Appearing on ABC’s “The View” Tuesday, Kamala Harris proposed “a historic new Medicare at Home benefit” to “cover home care for the first time.”
The cost of such a benefit could reach $500 billion per year (almost $4,000 per American household).
But the Harris campaign implausibly claims that it could be funded merely by cutting Medicare payments for drugs.
As people age, they increasingly need assistance with basic chores like bathing, eating, dressing, or using the bathroom; 40% of Americans aged 85 and older need such help – and their number is expected to double by 2040. Most of this care is currently provided by relatives.
But as seniors are increasingly divorced, childless, or living far from their kids, the need for formal assistance is growing. This can be enormously expensive: the median cost of a home health aide is $33 per hour.
Except for a limited period following hospitalizations, Medicare doesn’t cover home care, and only 4% of seniors hold private long-term care insurance.
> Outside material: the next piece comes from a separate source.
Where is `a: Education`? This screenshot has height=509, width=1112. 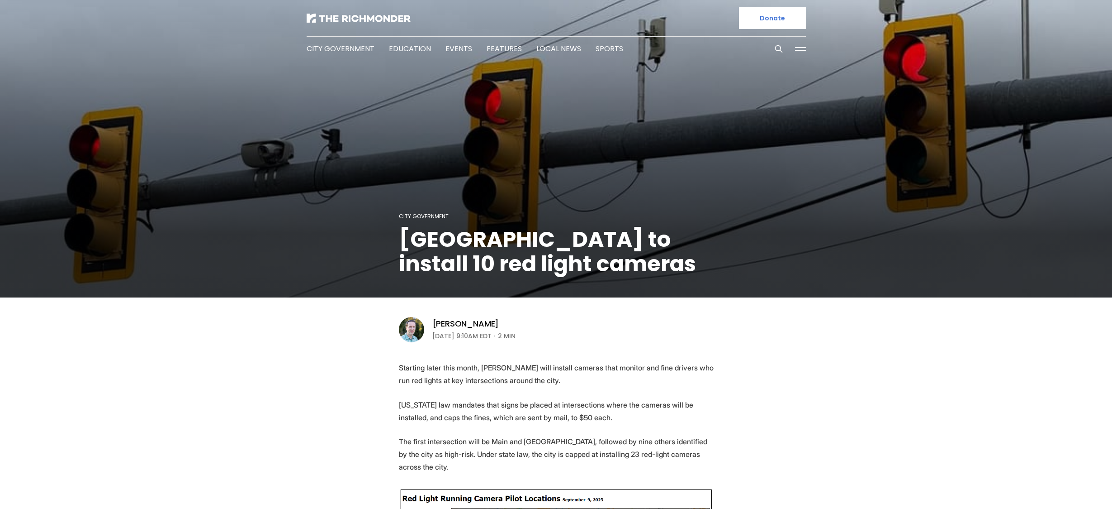
a: Education is located at coordinates (410, 48).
Two thirds of home care is currently financed by Medicaid, which provides federal funds for states to cover poor residents.
But Medicaid eligibility and benefits vary greatly by state: some strictly enforce asset tests, pay inadequately to attract staff, and have long waiting lists, while others provide cash payments to relatives who would be delivering care anyway and seldom claim repayment from estates of wealthy beneficiaries after death. In 2021, Medicaid spent $115 billion on home-based care – an average of $15,407 per recipient.
The current long-term care set-up certainly needs an overhaul. Medicaid eligibility rules are complicated, inconsistent, and easily circumvented – which deters the purchase of private long-term care insurance. Medicaid benefits do not follow seniors when they retire across state lines, and the federal government gives Florida five times less funding than New York – even though its population is larger.
The Harris campaign claims her proposal would increase access to care, while allowing family caregivers to return to work. This, they suggest, would “save both families and the federal government money” by reducing nursing home costs and hospitalizations, and could be paid for by cutting Medicare payments for drugs.
Unfortunately, Harris’s claims are confused and exaggerated.
States have already expanded home-based care where it is likely to reduce nursing home costs. Most home care is provided by elderly spouses, who are unlikely to return to the workforce. Because so many seniors would eagerly claim professional help with household chores, the fiscal cost of broadening federal funding for home-based services could be astronomic.
The Harris campaign suggests that “similar proposals to the Medicare at Home initiative have been estimated to cost around $40 billion per year.”
But the Brookings Institution study it cites advocated a “very conservatively designed program,” which would do little more than federalize and rationalize Medicaid’s existing means-tested benefit.
To avoid the cost soaring much further, the Brookings plan would require a big political struggle to claw Medicaid savings back from high-spending states. It is fanciful to claim that cuts to Medicare payments for drugs (which CBO estimate at between $0 and $4 billion per year) would suffice.
A transformative home care benefit that lives up to the hype from the Harris campaign would look more like that proposed in 2020 by the Urban Institute. It estimated that a Medicare home care benefit with a $150 per day limit on services could increase federal spending by $250 billion to $394 billion per year. Since then, the cost of home health aides has increased by a third.
But even the Brookings plan may be unrealistic. In 2021, Joe Biden proposed a $15 billion expansion of Medicaid long-term care funding, to improve access to care – and that was rejected by the Democratic Congress, due to its cost.
Chris Pope is a senior fellow with the Manhattan Institute.